For over a decade, China has been the world’s largest producer and consumer of machine tools, which are the core components of industrialization. China also installed over 36 percent of the world’s new industrial robots in 2018, which are the machines used in advanced manufacturing. The United States installed just under 10 percent of the world’s industrial robots that year. While many companies eagerly offshored production to China, offshoring was not an entirely free choice for others. The CCP pressures companies to build factories in China and transfer technology as conditions for accessing its vast market. Boeing opened a large plant in China in 2018 partly as a concession to the CCP, which has sought for decades to obtain the technology needed to create a world-class commercial aircraft company.

For Cotton, China influence is everywhere.  It needs to be reckoned with, he points out in the report.

In a one-world, globalist economy, either China becomes more like the West, or the West becomes more like China.

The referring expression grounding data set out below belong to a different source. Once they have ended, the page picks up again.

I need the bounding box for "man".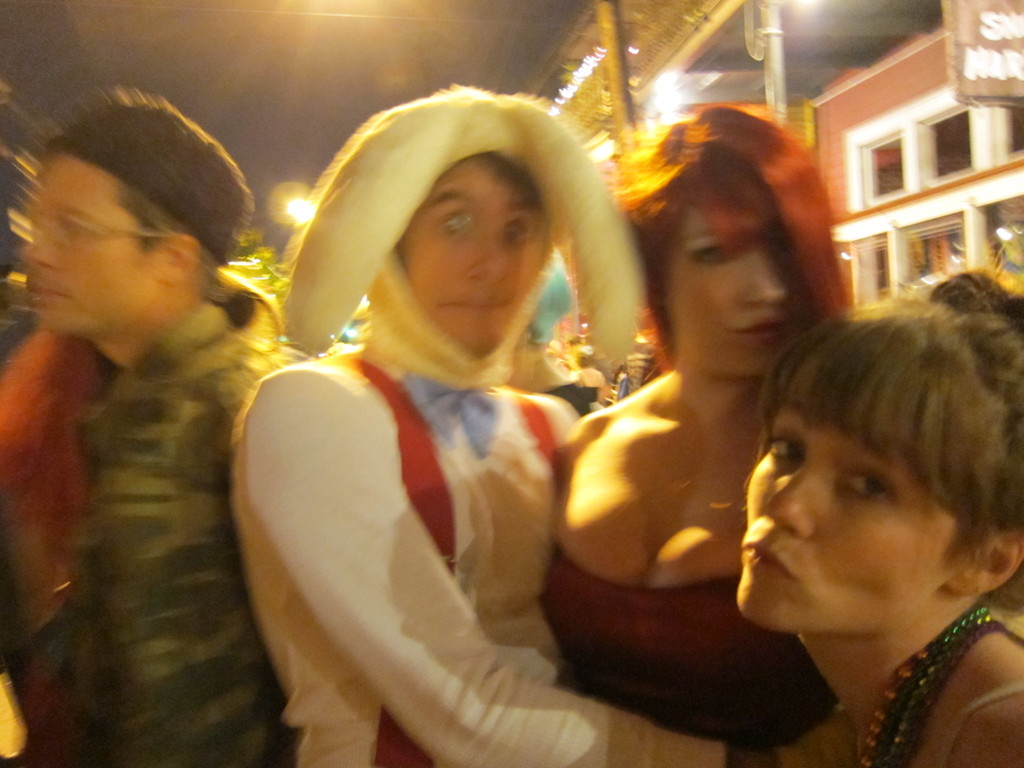
Here it is: [219, 67, 753, 767].
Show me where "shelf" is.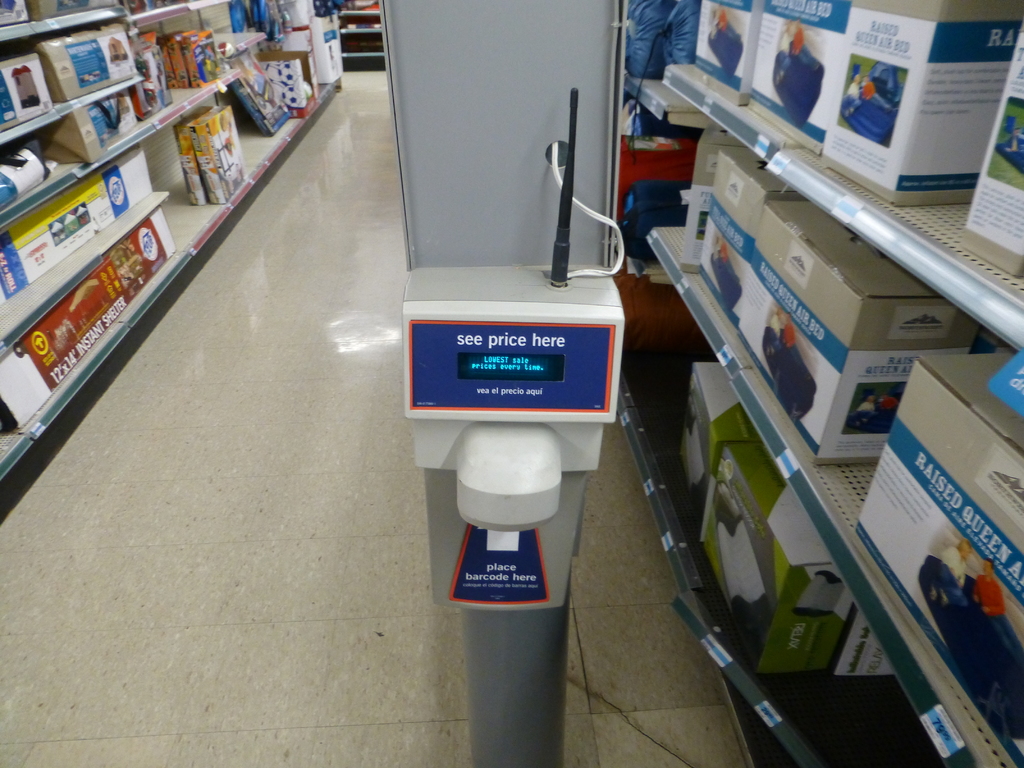
"shelf" is at bbox(647, 101, 1023, 767).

“Every time an American business, cultural institution, or celebrity adopts the CCP party line, it justifiably weakens the American people’s confidence in their leaders and institutions. This in turn undercuts national unity, morale, and resolve in the competition against China,” he writes. “The CCP’s ability to turn powerful American institutions and individuals against the values of the United States is a potent tool of coercion. The United States thought that it could change China by opening China’s market. Recent examples demonstrate that China can change America, as well—and for the worse.”

MADE IN AMERICA.

CPA is the leading national, bipartisan organization exclusively representing domestic producers and workers across many industries and sectors of the U.S. economy.